The Chinese Room, the guys behind Everybody’s Gone to The Rapture, Dear Esther and Amnesia: A Machine for Pigs has decided to mothball their operations.

The peeps who essentially invented the “walking simulator” genre has decided to call it quits, as Dan Pinchbeck and co-director Jessica Curry are burnt out, as described in an interview with Eurogamer.

The Chinese Room essentially became well known after the success of Dear Esther, followed by Amnesia: A Machine for Pigs and then Everybody’s Gone to the Rapture (which won 3 British Academy Games Awards and was nominated for seven more), where they got to work on immediately after A Machine for Pigs. 

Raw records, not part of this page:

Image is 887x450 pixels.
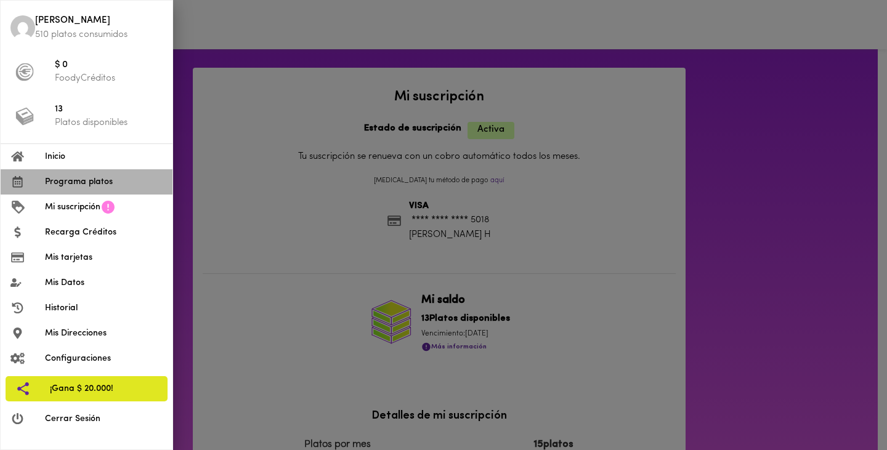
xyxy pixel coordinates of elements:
[45,276,163,289] span: Mis Datos
[35,28,163,41] p: 510 platos consumidos
[45,150,163,163] span: Inicio
[45,352,163,365] span: Configuraciones
[55,116,163,129] p: Platos disponibles
[55,72,163,85] p: FoodyCréditos
[815,379,874,438] iframe: Messagebird Livechat Widget
[45,201,100,214] span: Mi suscripción
[35,14,163,28] span: [PERSON_NAME]
[45,226,163,239] span: Recarga Créditos
[50,382,158,395] span: ¡Gana $ 20.000!
[45,302,163,315] span: Historial
[45,327,163,340] span: Mis Direcciones
[55,103,163,117] span: 13
[45,413,163,426] span: Cerrar Sesión
[45,175,163,188] span: Programa platos
[15,63,34,81] img: foody-creditos-black.png
[55,58,163,73] span: $ 0
[15,107,34,126] img: platos_menu.png
[45,251,163,264] span: Mis tarjetas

However, in July the outfit began winding down their operations, vouching for its outgoing staff to other developers so they could land jobs elsewhere.

Developing games as an indie developer is already hard, and where they were working with Sony Santa Monica Studio on Everybody’s Gone to the Rapture ran into cultural misunderstandings (The Chinese Room is UK based) and were bogged down making sure all the details were authentic to the era the game took place in. That and Pinchbeck implied that the game’s vision was cramped by the corp structure of the PlayStation producers managing the project from afar, further complicating the process.

Either way, with The Chinese Room apparently also has a survival-horror role-playing game on the way called 13th Interior but with the sounds of things, that won’t be coming anytime soon.